## What to produce
When you reach the line containing "What do you" in the entries below, begin reproducing lines exactly, and stop once the line containing "Image resolution: width=868" is done.

** Opening Data for analysis block **

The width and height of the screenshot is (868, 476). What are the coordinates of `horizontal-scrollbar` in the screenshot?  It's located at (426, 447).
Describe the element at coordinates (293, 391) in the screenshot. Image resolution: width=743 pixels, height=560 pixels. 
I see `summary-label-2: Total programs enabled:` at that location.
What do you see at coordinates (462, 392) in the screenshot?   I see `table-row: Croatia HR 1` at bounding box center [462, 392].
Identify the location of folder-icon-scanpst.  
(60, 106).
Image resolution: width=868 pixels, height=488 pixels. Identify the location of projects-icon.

** Closing Data for analysis block **
** Opening Data for analysis block **

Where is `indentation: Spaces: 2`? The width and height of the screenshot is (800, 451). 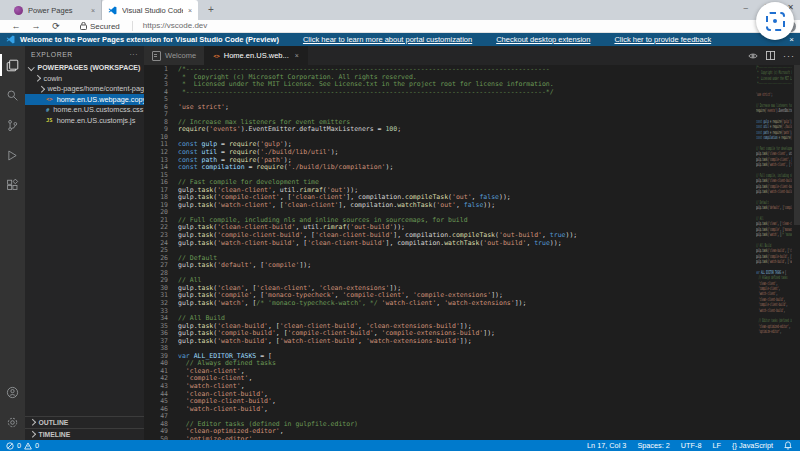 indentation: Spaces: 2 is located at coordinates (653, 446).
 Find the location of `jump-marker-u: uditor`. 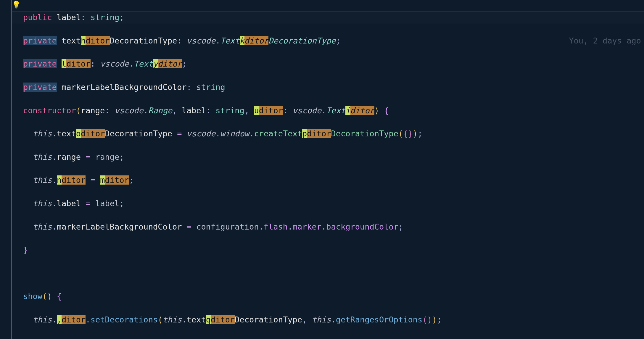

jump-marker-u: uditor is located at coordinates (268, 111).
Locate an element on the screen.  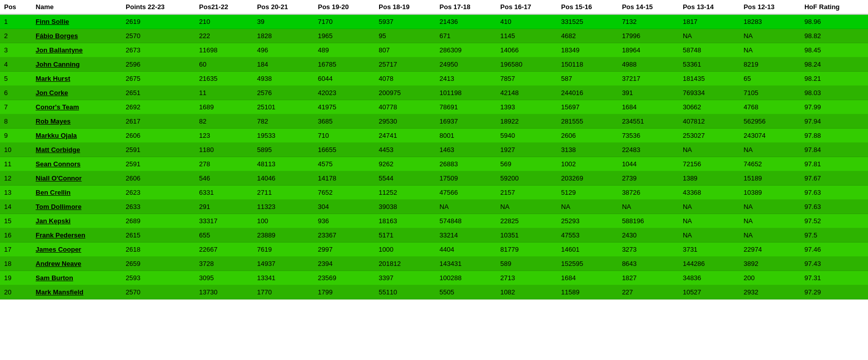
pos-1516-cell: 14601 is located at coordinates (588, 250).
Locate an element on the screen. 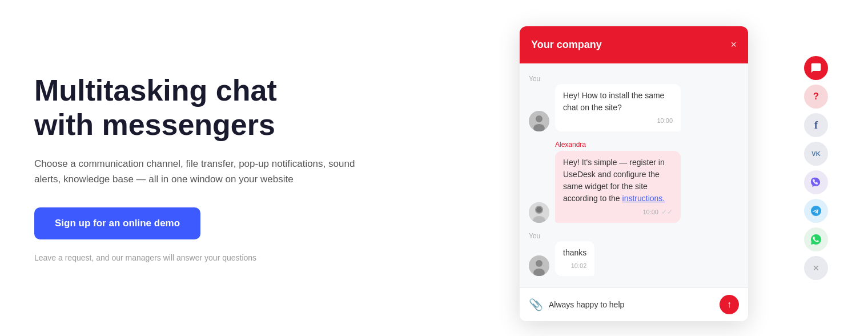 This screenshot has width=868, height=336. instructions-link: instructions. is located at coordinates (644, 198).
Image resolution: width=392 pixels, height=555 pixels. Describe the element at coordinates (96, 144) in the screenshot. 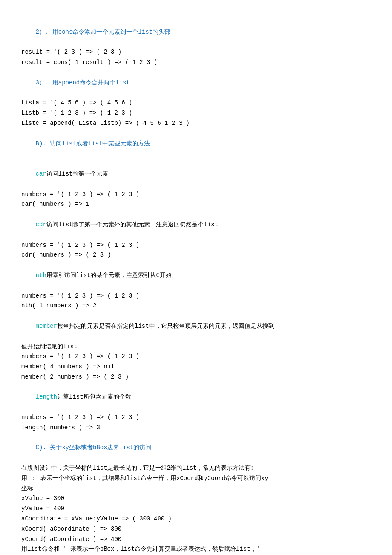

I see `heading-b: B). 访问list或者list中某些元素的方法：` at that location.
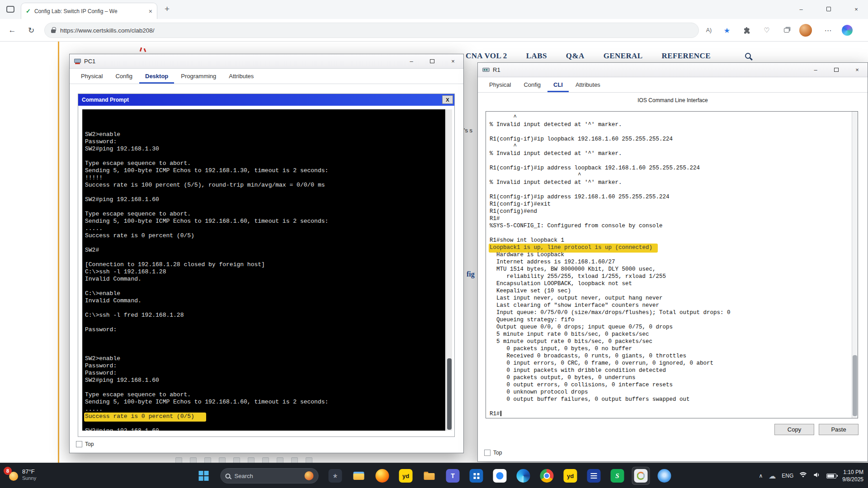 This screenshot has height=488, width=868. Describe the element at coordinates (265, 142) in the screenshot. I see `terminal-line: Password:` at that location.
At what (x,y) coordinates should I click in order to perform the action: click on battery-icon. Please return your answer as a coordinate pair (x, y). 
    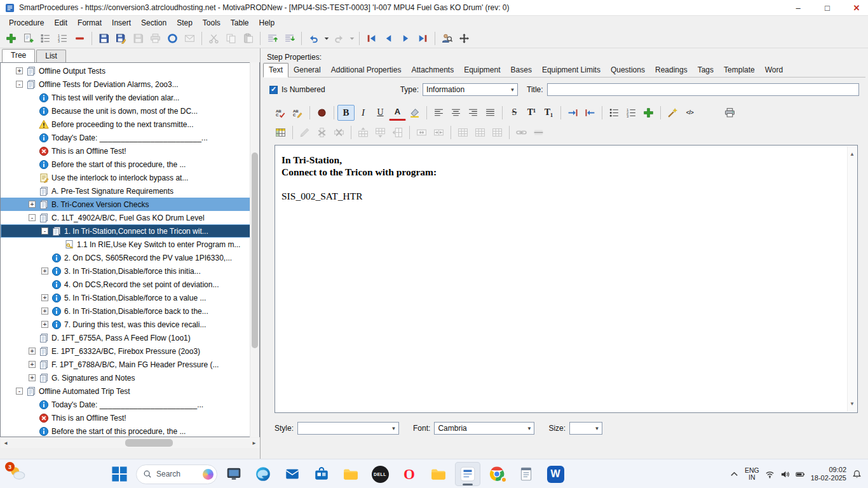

** Closing Data for analysis block **

## Output for this task
What do you see at coordinates (462, 392) in the screenshot?   I see `table-row: Croatia HR 1` at bounding box center [462, 392].
Identify the location of folder-icon-scanpst.  
(60, 106).
Image resolution: width=868 pixels, height=488 pixels. Identify the location of projects-icon.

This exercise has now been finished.